Proone:
Harris wasn't enobled because he lacked one thing, the ability to do as he was told by his superiors in the Air Ministry, the Directorate of Bomber operations and the Chief of the Air Staff.
Er no, he wasn't ennobled because the Attlee Government thought that it would send the wrong message to our new allies, the Germans, and to our new potential enemies, the Russians. As to his superiors in the Air Ministry, they were as treacherous as Churchill in disowning the man and his Command that had carried out their orders. He carried out their directives to the best of his, and more importantly his aircrews', practical ability.
Sir Stafford Cripps and others may have had their qualms about the effects of large scale Strategic Bombing raids against German cities on the inhabitants but Harris was more concerned with taking the war to Germany, the only British Commander able to do that to any appreciable extent. Of course you can despair at the destruction to historic cities, rage at the loss of life, civilian and military, on both sides. I do too. It's called war, and once you have entered into it you must conduct it to the fullest extent possible until victory is yours, lest it slips from your grasp. It is only because that victory was won following Kursk and D-Day, both arguably only possible because of the "Battle of Germany" that preceded them, that we can indulge in this endless argument. I would prefer though that it had not been started with such heartless abandoning of those who had fought in Bomber Command, not least of all by other senior Air Officers, as you rightly point out. I suppose though, given the treatment of Dowding and Park earlier by them, that we should not really be so surprised.
Having said all that can we please have this argued out elsewhere? This is a thread honouring duty and sacrifice, not the rerunning of WWII.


• Exercise directions: Set down each record below precisely, skipping the pictures.

(Dataset excerpts)

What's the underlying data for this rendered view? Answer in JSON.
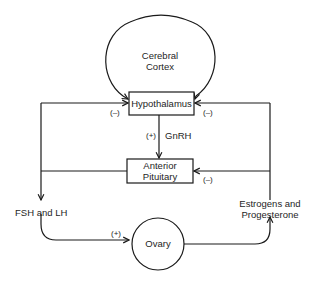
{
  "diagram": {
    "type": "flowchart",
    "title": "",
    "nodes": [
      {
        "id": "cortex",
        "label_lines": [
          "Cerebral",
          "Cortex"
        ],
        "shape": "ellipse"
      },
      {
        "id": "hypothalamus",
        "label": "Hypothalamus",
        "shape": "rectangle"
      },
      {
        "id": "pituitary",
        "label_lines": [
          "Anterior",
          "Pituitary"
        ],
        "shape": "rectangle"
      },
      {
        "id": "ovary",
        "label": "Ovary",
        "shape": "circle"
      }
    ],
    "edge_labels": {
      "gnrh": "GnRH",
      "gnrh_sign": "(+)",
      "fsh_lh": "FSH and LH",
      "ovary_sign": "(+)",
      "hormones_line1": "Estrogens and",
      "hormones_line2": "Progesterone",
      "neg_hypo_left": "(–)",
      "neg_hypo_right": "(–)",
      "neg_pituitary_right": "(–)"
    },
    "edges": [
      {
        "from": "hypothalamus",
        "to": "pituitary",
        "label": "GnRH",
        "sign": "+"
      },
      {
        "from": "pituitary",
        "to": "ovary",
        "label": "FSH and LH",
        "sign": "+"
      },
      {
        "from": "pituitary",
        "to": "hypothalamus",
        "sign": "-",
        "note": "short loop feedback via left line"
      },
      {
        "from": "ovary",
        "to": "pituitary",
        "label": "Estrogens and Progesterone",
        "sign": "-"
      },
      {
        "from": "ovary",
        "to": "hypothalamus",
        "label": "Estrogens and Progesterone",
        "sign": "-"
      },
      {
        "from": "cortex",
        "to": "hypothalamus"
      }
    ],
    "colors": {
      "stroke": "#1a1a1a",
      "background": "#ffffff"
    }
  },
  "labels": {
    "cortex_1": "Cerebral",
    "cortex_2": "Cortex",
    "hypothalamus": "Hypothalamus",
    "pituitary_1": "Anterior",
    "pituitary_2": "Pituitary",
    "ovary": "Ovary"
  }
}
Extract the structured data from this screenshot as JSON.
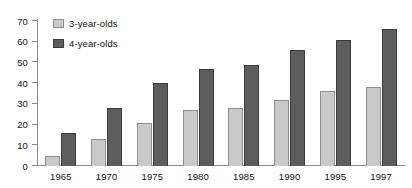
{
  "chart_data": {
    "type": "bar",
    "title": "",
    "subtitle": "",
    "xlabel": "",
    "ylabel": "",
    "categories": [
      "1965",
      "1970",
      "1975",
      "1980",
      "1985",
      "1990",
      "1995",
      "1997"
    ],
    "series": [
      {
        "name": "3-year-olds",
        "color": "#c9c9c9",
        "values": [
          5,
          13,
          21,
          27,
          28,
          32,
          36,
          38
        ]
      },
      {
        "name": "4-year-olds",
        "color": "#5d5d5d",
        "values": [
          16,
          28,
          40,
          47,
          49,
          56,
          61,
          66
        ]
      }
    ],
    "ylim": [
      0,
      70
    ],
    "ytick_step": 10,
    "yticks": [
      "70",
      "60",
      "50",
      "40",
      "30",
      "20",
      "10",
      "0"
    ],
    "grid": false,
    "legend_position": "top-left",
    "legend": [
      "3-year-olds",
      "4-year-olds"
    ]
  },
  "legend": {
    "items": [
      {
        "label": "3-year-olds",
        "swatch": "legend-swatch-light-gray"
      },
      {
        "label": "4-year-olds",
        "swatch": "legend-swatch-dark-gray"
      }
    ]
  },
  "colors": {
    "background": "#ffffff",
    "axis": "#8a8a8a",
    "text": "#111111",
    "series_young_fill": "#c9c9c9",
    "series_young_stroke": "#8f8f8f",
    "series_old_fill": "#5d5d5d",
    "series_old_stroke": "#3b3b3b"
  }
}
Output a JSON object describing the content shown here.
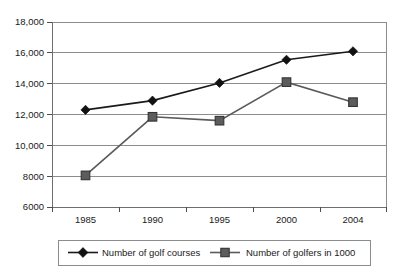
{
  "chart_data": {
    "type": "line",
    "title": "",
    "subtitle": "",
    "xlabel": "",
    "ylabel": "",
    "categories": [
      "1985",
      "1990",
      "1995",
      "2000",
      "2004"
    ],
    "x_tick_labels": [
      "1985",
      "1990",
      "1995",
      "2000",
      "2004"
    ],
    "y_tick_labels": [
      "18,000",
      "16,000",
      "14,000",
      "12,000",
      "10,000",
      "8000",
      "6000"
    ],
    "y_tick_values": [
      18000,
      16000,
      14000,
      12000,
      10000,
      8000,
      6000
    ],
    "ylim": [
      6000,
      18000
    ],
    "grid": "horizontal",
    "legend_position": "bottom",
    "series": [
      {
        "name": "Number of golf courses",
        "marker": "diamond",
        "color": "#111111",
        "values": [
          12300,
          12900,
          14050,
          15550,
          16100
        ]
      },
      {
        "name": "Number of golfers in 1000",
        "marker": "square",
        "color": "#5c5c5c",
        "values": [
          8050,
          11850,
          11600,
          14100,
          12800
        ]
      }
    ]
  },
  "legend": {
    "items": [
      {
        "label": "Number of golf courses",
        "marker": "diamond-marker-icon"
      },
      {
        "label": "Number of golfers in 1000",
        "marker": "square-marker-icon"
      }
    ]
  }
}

(End Dataset excerpts)

• Result for this task:
What's the underlying data for this rendered view? Answer in JSON.
{
  "diagram": {
    "type": "flowchart",
    "title": "",
    "nodes": [
      {
        "id": "cortex",
        "label_lines": [
          "Cerebral",
          "Cortex"
        ],
        "shape": "ellipse"
      },
      {
        "id": "hypothalamus",
        "label": "Hypothalamus",
        "shape": "rectangle"
      },
      {
        "id": "pituitary",
        "label_lines": [
          "Anterior",
          "Pituitary"
        ],
        "shape": "rectangle"
      },
      {
        "id": "ovary",
        "label": "Ovary",
        "shape": "circle"
      }
    ],
    "edge_labels": {
      "gnrh": "GnRH",
      "gnrh_sign": "(+)",
      "fsh_lh": "FSH and LH",
      "ovary_sign": "(+)",
      "hormones_line1": "Estrogens and",
      "hormones_line2": "Progesterone",
      "neg_hypo_left": "(–)",
      "neg_hypo_right": "(–)",
      "neg_pituitary_right": "(–)"
    },
    "edges": [
      {
        "from": "hypothalamus",
        "to": "pituitary",
        "label": "GnRH",
        "sign": "+"
      },
      {
        "from": "pituitary",
        "to": "ovary",
        "label": "FSH and LH",
        "sign": "+"
      },
      {
        "from": "pituitary",
        "to": "hypothalamus",
        "sign": "-",
        "note": "short loop feedback via left line"
      },
      {
        "from": "ovary",
        "to": "pituitary",
        "label": "Estrogens and Progesterone",
        "sign": "-"
      },
      {
        "from": "ovary",
        "to": "hypothalamus",
        "label": "Estrogens and Progesterone",
        "sign": "-"
      },
      {
        "from": "cortex",
        "to": "hypothalamus"
      }
    ],
    "colors": {
      "stroke": "#1a1a1a",
      "background": "#ffffff"
    }
  },
  "labels": {
    "cortex_1": "Cerebral",
    "cortex_2": "Cortex",
    "hypothalamus": "Hypothalamus",
    "pituitary_1": "Anterior",
    "pituitary_2": "Pituitary",
    "ovary": "Ovary"
  }
}
Extract the structured data from this screenshot as JSON.
{
  "chart_data": {
    "type": "bar",
    "title": "",
    "subtitle": "",
    "xlabel": "",
    "ylabel": "",
    "categories": [
      "1965",
      "1970",
      "1975",
      "1980",
      "1985",
      "1990",
      "1995",
      "1997"
    ],
    "series": [
      {
        "name": "3-year-olds",
        "color": "#c9c9c9",
        "values": [
          5,
          13,
          21,
          27,
          28,
          32,
          36,
          38
        ]
      },
      {
        "name": "4-year-olds",
        "color": "#5d5d5d",
        "values": [
          16,
          28,
          40,
          47,
          49,
          56,
          61,
          66
        ]
      }
    ],
    "ylim": [
      0,
      70
    ],
    "ytick_step": 10,
    "yticks": [
      "70",
      "60",
      "50",
      "40",
      "30",
      "20",
      "10",
      "0"
    ],
    "grid": false,
    "legend_position": "top-left",
    "legend": [
      "3-year-olds",
      "4-year-olds"
    ]
  },
  "legend": {
    "items": [
      {
        "label": "3-year-olds",
        "swatch": "legend-swatch-light-gray"
      },
      {
        "label": "4-year-olds",
        "swatch": "legend-swatch-dark-gray"
      }
    ]
  },
  "colors": {
    "background": "#ffffff",
    "axis": "#8a8a8a",
    "text": "#111111",
    "series_young_fill": "#c9c9c9",
    "series_young_stroke": "#8f8f8f",
    "series_old_fill": "#5d5d5d",
    "series_old_stroke": "#3b3b3b"
  }
}
Output a JSON object describing the content shown here.
{
  "chart_data": {
    "type": "line",
    "title": "",
    "subtitle": "",
    "xlabel": "",
    "ylabel": "",
    "categories": [
      "1985",
      "1990",
      "1995",
      "2000",
      "2004"
    ],
    "x_tick_labels": [
      "1985",
      "1990",
      "1995",
      "2000",
      "2004"
    ],
    "y_tick_labels": [
      "18,000",
      "16,000",
      "14,000",
      "12,000",
      "10,000",
      "8000",
      "6000"
    ],
    "y_tick_values": [
      18000,
      16000,
      14000,
      12000,
      10000,
      8000,
      6000
    ],
    "ylim": [
      6000,
      18000
    ],
    "grid": "horizontal",
    "legend_position": "bottom",
    "series": [
      {
        "name": "Number of golf courses",
        "marker": "diamond",
        "color": "#111111",
        "values": [
          12300,
          12900,
          14050,
          15550,
          16100
        ]
      },
      {
        "name": "Number of golfers in 1000",
        "marker": "square",
        "color": "#5c5c5c",
        "values": [
          8050,
          11850,
          11600,
          14100,
          12800
        ]
      }
    ]
  },
  "legend": {
    "items": [
      {
        "label": "Number of golf courses",
        "marker": "diamond-marker-icon"
      },
      {
        "label": "Number of golfers in 1000",
        "marker": "square-marker-icon"
      }
    ]
  }
}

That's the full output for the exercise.